Mobile phones did not yet exist when in 1947 Gian Carlo Menotti (1911-2007) premiered The telephone, or l’amour à trois, a chamber opera with comic and satirical overtones in which a young man plans to propose to his girlfriend while she is eternally hooked on the phone talking about banalities with other people.

Visionary, the Italian composer, who was also a playwright, librettist, and director, and who emigrated to the United States as a young man, taking with him the verista lyricism of Puccini and the atonality of the second Viennese school, addressed a theme that a century later would affect a large part of of the population in the first world: nomophobia, the fear of being left without a mobile phone.

This story arrives today at the Peralada Festival in a production of the Bilbao Musika-Música Festival –here in its original English version–, with musical direction by Iván Martín –who directs the Galdós Ensemble from the piano– and in the voices of two young singers: the baritone from Barcelona Jan Antem, with a grant from the Ópera Actual Foundation, and the soprano from the Canary Islands Ruth González. Both glued to their smartphone.

The staging is by María Goiricelaya, winner of a Max for Yerma, who thus breaks into poetry. The Basque director turns the apartment in which the plot took place in the Broadway premiere into a current gym. She and she invites the public of Peralada to take photos with her cell phones during the performance.

“This is a comic, cynical and ironic piece about nomophobia and fading [disappear, stop showing interest] in the couple, which I have tried to take to an unconventional place,” he says. That moment in the gym that was supposed to be yours is now loaded with connectivity. Putting a couple to ignore each other in a gym seems to me representative of how I see the new generations ”.

For Ruth González it is also about the cult of the body, “because then it is exhibited in networks, a very current vicious circle.” And according to Jan Antem, it is a title to bring opera closer to young audiences. The story is recognizable, the score is beautiful, with lyrical sounds, and sometimes close to the musical. In fact, Iván Martín indicates that in Menotti Stravinsky can be heard with hints of French music, “since he knows how to absorb all the currents that coexisted in Europe a century ago”.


These entries are to be set down again exactly.

┄┄┄┄┄┄┄┄┄┄┄┄┄┄┄┄┄┄┄┄

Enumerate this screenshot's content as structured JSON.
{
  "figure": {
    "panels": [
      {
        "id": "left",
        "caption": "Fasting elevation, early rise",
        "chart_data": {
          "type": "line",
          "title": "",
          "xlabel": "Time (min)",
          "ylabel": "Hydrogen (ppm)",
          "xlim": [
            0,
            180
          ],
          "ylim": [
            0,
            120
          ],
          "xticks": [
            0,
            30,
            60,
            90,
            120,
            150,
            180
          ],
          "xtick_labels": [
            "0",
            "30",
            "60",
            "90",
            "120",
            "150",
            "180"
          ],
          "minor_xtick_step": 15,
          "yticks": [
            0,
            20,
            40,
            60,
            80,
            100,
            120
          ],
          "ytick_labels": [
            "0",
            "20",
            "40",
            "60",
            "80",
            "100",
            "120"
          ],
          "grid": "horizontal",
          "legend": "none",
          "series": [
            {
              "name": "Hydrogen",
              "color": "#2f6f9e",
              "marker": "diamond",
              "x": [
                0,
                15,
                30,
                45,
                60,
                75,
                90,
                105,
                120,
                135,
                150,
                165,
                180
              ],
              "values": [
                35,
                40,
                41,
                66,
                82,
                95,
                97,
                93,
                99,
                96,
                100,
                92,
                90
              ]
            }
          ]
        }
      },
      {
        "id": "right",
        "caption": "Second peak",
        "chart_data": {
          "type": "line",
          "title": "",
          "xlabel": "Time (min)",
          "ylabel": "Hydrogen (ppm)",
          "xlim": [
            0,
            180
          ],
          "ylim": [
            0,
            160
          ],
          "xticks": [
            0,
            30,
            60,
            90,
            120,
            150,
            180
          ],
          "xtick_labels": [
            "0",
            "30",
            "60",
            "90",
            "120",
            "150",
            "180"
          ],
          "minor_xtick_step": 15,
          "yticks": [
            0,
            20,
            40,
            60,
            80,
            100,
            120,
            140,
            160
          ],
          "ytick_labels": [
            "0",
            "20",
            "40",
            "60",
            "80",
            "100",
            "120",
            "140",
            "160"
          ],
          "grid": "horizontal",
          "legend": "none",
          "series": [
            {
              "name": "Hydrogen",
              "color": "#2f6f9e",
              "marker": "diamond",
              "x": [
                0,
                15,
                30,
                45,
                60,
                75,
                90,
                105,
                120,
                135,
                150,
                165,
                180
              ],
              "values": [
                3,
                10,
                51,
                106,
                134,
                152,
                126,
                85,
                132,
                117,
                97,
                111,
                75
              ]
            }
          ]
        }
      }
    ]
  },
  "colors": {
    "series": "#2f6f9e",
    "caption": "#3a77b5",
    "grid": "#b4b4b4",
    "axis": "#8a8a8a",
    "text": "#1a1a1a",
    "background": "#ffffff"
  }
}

┄┄┄┄┄┄┄┄┄┄┄┄┄┄┄┄┄┄┄┄

- Response area:
Enumerate this screenshot's content as structured JSON.
{
  "figure": {
    "panels": [
      {
        "id": "left",
        "caption": "Fasting elevation, early rise",
        "chart_data": {
          "type": "line",
          "title": "",
          "xlabel": "Time (min)",
          "ylabel": "Hydrogen (ppm)",
          "xlim": [
            0,
            180
          ],
          "ylim": [
            0,
            120
          ],
          "xticks": [
            0,
            30,
            60,
            90,
            120,
            150,
            180
          ],
          "xtick_labels": [
            "0",
            "30",
            "60",
            "90",
            "120",
            "150",
            "180"
          ],
          "minor_xtick_step": 15,
          "yticks": [
            0,
            20,
            40,
            60,
            80,
            100,
            120
          ],
          "ytick_labels": [
            "0",
            "20",
            "40",
            "60",
            "80",
            "100",
            "120"
          ],
          "grid": "horizontal",
          "legend": "none",
          "series": [
            {
              "name": "Hydrogen",
              "color": "#2f6f9e",
              "marker": "diamond",
              "x": [
                0,
                15,
                30,
                45,
                60,
                75,
                90,
                105,
                120,
                135,
                150,
                165,
                180
              ],
              "values": [
                35,
                40,
                41,
                66,
                82,
                95,
                97,
                93,
                99,
                96,
                100,
                92,
                90
              ]
            }
          ]
        }
      },
      {
        "id": "right",
        "caption": "Second peak",
        "chart_data": {
          "type": "line",
          "title": "",
          "xlabel": "Time (min)",
          "ylabel": "Hydrogen (ppm)",
          "xlim": [
            0,
            180
          ],
          "ylim": [
            0,
            160
          ],
          "xticks": [
            0,
            30,
            60,
            90,
            120,
            150,
            180
          ],
          "xtick_labels": [
            "0",
            "30",
            "60",
            "90",
            "120",
            "150",
            "180"
          ],
          "minor_xtick_step": 15,
          "yticks": [
            0,
            20,
            40,
            60,
            80,
            100,
            120,
            140,
            160
          ],
          "ytick_labels": [
            "0",
            "20",
            "40",
            "60",
            "80",
            "100",
            "120",
            "140",
            "160"
          ],
          "grid": "horizontal",
          "legend": "none",
          "series": [
            {
              "name": "Hydrogen",
              "color": "#2f6f9e",
              "marker": "diamond",
              "x": [
                0,
                15,
                30,
                45,
                60,
                75,
                90,
                105,
                120,
                135,
                150,
                165,
                180
              ],
              "values": [
                3,
                10,
                51,
                106,
                134,
                152,
                126,
                85,
                132,
                117,
                97,
                111,
                75
              ]
            }
          ]
        }
      }
    ]
  },
  "colors": {
    "series": "#2f6f9e",
    "caption": "#3a77b5",
    "grid": "#b4b4b4",
    "axis": "#8a8a8a",
    "text": "#1a1a1a",
    "background": "#ffffff"
  }
}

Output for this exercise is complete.